While most rock stars in their seventies are content to release a new album or go on another Greatest Hits Tour once in a blue moon, Van Morrison, who most likely was the inspiration for many of them, continues to produce albums at a furious rate. Three Chords And The Truth is his 41st solo album, his 6th in just four years, and, quite frankly, stands up there with his best.

To maintain his workaholic output, 74-year old Morrison has mixed a few new compositions in with blues standards on his most recent albums but Three Chords… contains 14 original songs of the highest order, capturing the warmth and feel of the early classics by which every other Van Morrison album is judged: Astral Weeks, Moondance and Tupelo Honey.

Three Chords And The Truth finds Morrison in reflective mood with every track produced and written by the man himself, with the exception of If We Wait for Mountains which was co-written with Don Black.

The opening track March Winds In February has a beautiful warm feel, immediately evoking comparisons to the mellow songs on those early albums. The only fly in the entire album’s ointment is the irritating ring of a bell which might have you reaching for your phone.

Fame Will Eat The Soul is Morrison’s take on Hollywood and the entertainment business and features a duet with The Righteous Brothers’ Bill Medley, pooling their collective experience. The message to the ambitious is ‘fame will eat your soul until your heart breaks,’ and, when you make the grade… ‘can’t get control when every clown wants to take you down.’

The first track released from the album was Dark Night Of The Soul, a mid-paced bluesy number reflecting on life’s hard-learned lessons: ‘Sitting here but I didn’t plan it / Well the plans of mice and men have gone astray.’

Vocally, Morrison is still at the top of his game. The years have been kind to The Man and Dark Night gives him the vehicle to indulge in the vocal gymnastics that characterised many of his early songs. You Don’t Understand is a slower, moody track in the classic blues mould, while In Search Of Grace looks back to a love lost in the 60s and is one of several tracks to feature the legendary guitarist Jay Berliner who worked with Morrison on Astral Weeks.

Nobody In Charge is a pacey shuffle, a take on today’s politics and the tempo accelerates as Morrison remembers his rock and roll influences on Early Days. The lively rocker features some tasty boogie-woogie piano and lots of style cues from the fifties.

Three Chords & The Truth was a phrase used by the late songwriter Harlan Howard to define a great country song. On the title track Morrison adds ‘a shot of rhythm and blues’ to the country feel and then follows it with a proper tongue-in-cheek country ditty Bags Under My Eyes: ‘When am I gonna get wise?’ The final number is Days Gone By with a Celtic flavour
which borrows heavily from Auld Lang Syne.

‘You’re just plugging into the feeling of it, more the feeling of it when they’re playing…,’ Morrison said, explaining what it was like to record the album. ‘It’s like reading me. So, I think there’s more of that connection.’ It’s a connection well worth making.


#### Your goal:
In this exercise, reproduce the whole listing exactly.

#### Extracted data:

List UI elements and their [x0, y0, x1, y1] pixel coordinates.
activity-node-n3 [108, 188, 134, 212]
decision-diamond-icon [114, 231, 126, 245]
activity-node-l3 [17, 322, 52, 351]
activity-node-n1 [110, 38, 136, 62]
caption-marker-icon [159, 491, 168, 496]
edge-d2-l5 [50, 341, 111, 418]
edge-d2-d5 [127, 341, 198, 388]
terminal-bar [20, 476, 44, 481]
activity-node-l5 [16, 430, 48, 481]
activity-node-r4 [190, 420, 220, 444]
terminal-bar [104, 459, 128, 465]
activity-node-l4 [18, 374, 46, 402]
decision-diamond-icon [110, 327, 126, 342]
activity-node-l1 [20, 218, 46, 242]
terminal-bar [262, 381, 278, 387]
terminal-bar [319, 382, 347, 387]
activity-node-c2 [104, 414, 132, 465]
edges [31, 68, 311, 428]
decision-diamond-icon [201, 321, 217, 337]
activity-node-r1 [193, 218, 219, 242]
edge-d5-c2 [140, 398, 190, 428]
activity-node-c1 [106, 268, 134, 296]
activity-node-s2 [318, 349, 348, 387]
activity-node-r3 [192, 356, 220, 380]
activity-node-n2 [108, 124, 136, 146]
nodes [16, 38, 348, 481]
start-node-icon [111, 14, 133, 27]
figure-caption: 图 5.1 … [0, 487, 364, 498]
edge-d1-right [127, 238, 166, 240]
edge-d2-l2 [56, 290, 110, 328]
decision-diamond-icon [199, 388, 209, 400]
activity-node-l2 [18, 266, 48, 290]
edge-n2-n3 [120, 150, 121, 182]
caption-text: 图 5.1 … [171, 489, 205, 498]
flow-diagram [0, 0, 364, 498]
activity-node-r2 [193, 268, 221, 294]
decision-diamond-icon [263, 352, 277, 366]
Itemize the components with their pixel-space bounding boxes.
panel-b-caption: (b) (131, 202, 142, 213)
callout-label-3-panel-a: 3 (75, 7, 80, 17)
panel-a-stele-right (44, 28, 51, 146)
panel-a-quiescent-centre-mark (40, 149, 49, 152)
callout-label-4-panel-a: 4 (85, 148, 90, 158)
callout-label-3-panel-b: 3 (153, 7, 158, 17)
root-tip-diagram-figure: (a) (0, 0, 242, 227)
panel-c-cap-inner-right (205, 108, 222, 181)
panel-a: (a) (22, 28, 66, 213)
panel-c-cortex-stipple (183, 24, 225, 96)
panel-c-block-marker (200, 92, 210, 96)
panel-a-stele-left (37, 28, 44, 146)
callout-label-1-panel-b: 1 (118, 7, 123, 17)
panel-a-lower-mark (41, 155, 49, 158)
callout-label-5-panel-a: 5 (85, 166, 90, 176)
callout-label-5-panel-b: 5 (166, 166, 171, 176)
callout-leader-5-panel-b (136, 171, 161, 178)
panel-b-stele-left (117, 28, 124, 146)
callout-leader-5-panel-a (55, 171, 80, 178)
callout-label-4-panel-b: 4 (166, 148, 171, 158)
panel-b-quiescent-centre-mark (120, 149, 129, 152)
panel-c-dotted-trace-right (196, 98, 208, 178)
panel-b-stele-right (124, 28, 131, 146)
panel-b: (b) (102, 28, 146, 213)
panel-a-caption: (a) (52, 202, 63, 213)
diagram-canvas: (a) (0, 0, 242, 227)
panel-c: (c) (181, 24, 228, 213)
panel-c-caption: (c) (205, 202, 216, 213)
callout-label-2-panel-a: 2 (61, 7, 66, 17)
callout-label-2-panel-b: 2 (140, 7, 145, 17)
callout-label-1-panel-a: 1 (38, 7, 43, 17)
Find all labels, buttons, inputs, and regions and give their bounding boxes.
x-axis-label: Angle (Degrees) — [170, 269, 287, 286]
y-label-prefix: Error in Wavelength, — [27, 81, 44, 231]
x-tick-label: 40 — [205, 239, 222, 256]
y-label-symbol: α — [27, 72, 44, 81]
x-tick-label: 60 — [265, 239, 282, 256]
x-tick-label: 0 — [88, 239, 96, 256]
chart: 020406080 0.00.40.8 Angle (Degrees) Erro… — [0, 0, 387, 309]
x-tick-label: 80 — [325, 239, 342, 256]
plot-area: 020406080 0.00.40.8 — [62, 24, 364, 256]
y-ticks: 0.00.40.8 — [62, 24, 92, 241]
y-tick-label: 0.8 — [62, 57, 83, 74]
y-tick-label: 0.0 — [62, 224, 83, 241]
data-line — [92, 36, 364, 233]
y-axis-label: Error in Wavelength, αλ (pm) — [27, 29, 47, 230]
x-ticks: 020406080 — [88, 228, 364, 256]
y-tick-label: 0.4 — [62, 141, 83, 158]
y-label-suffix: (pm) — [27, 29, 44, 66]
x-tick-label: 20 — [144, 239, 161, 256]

#### Exercise solution:
List UI elements and their [x0, y0, x1, y1] pixel coordinates.
activity-node-n3 [108, 188, 134, 212]
decision-diamond-icon [114, 231, 126, 245]
activity-node-l3 [17, 322, 52, 351]
activity-node-n1 [110, 38, 136, 62]
caption-marker-icon [159, 491, 168, 496]
edge-d2-l5 [50, 341, 111, 418]
edge-d2-d5 [127, 341, 198, 388]
terminal-bar [20, 476, 44, 481]
activity-node-l5 [16, 430, 48, 481]
activity-node-r4 [190, 420, 220, 444]
terminal-bar [104, 459, 128, 465]
activity-node-l4 [18, 374, 46, 402]
decision-diamond-icon [110, 327, 126, 342]
activity-node-l1 [20, 218, 46, 242]
terminal-bar [262, 381, 278, 387]
terminal-bar [319, 382, 347, 387]
activity-node-c2 [104, 414, 132, 465]
edges [31, 68, 311, 428]
decision-diamond-icon [201, 321, 217, 337]
activity-node-r1 [193, 218, 219, 242]
edge-d5-c2 [140, 398, 190, 428]
activity-node-c1 [106, 268, 134, 296]
activity-node-s2 [318, 349, 348, 387]
activity-node-r3 [192, 356, 220, 380]
activity-node-n2 [108, 124, 136, 146]
nodes [16, 38, 348, 481]
start-node-icon [111, 14, 133, 27]
figure-caption: 图 5.1 … [0, 487, 364, 498]
edge-d1-right [127, 238, 166, 240]
edge-d2-l2 [56, 290, 110, 328]
decision-diamond-icon [199, 388, 209, 400]
activity-node-l2 [18, 266, 48, 290]
edge-n2-n3 [120, 150, 121, 182]
caption-text: 图 5.1 … [171, 489, 205, 498]
flow-diagram [0, 0, 364, 498]
activity-node-r2 [193, 268, 221, 294]
decision-diamond-icon [263, 352, 277, 366]
Itemize the components with their pixel-space bounding boxes.
panel-b-caption: (b) (131, 202, 142, 213)
callout-label-3-panel-a: 3 (75, 7, 80, 17)
panel-a-stele-right (44, 28, 51, 146)
panel-a-quiescent-centre-mark (40, 149, 49, 152)
callout-label-4-panel-a: 4 (85, 148, 90, 158)
callout-label-3-panel-b: 3 (153, 7, 158, 17)
root-tip-diagram-figure: (a) (0, 0, 242, 227)
panel-c-cap-inner-right (205, 108, 222, 181)
panel-a: (a) (22, 28, 66, 213)
panel-c-cortex-stipple (183, 24, 225, 96)
panel-c-block-marker (200, 92, 210, 96)
panel-a-stele-left (37, 28, 44, 146)
callout-label-1-panel-b: 1 (118, 7, 123, 17)
panel-a-lower-mark (41, 155, 49, 158)
callout-label-5-panel-a: 5 (85, 166, 90, 176)
callout-label-5-panel-b: 5 (166, 166, 171, 176)
callout-leader-5-panel-b (136, 171, 161, 178)
panel-b-stele-left (117, 28, 124, 146)
callout-leader-5-panel-a (55, 171, 80, 178)
callout-label-4-panel-b: 4 (166, 148, 171, 158)
panel-b-quiescent-centre-mark (120, 149, 129, 152)
panel-c-dotted-trace-right (196, 98, 208, 178)
panel-b-stele-right (124, 28, 131, 146)
panel-b: (b) (102, 28, 146, 213)
panel-a-caption: (a) (52, 202, 63, 213)
diagram-canvas: (a) (0, 0, 242, 227)
panel-c: (c) (181, 24, 228, 213)
panel-c-caption: (c) (205, 202, 216, 213)
callout-label-2-panel-a: 2 (61, 7, 66, 17)
callout-label-2-panel-b: 2 (140, 7, 145, 17)
callout-label-1-panel-a: 1 (38, 7, 43, 17)
Find all labels, buttons, inputs, and regions and give their bounding boxes.
x-axis-label: Angle (Degrees) — [170, 269, 287, 286]
y-label-prefix: Error in Wavelength, — [27, 81, 44, 231]
x-tick-label: 40 — [205, 239, 222, 256]
y-label-symbol: α — [27, 72, 44, 81]
x-tick-label: 60 — [265, 239, 282, 256]
x-tick-label: 0 — [88, 239, 96, 256]
chart: 020406080 0.00.40.8 Angle (Degrees) Erro… — [0, 0, 387, 309]
x-tick-label: 80 — [325, 239, 342, 256]
plot-area: 020406080 0.00.40.8 — [62, 24, 364, 256]
y-ticks: 0.00.40.8 — [62, 24, 92, 241]
y-tick-label: 0.8 — [62, 57, 83, 74]
y-tick-label: 0.0 — [62, 224, 83, 241]
data-line — [92, 36, 364, 233]
y-axis-label: Error in Wavelength, αλ (pm) — [27, 29, 47, 230]
x-ticks: 020406080 — [88, 228, 364, 256]
y-tick-label: 0.4 — [62, 141, 83, 158]
y-label-suffix: (pm) — [27, 29, 44, 66]
x-tick-label: 20 — [144, 239, 161, 256]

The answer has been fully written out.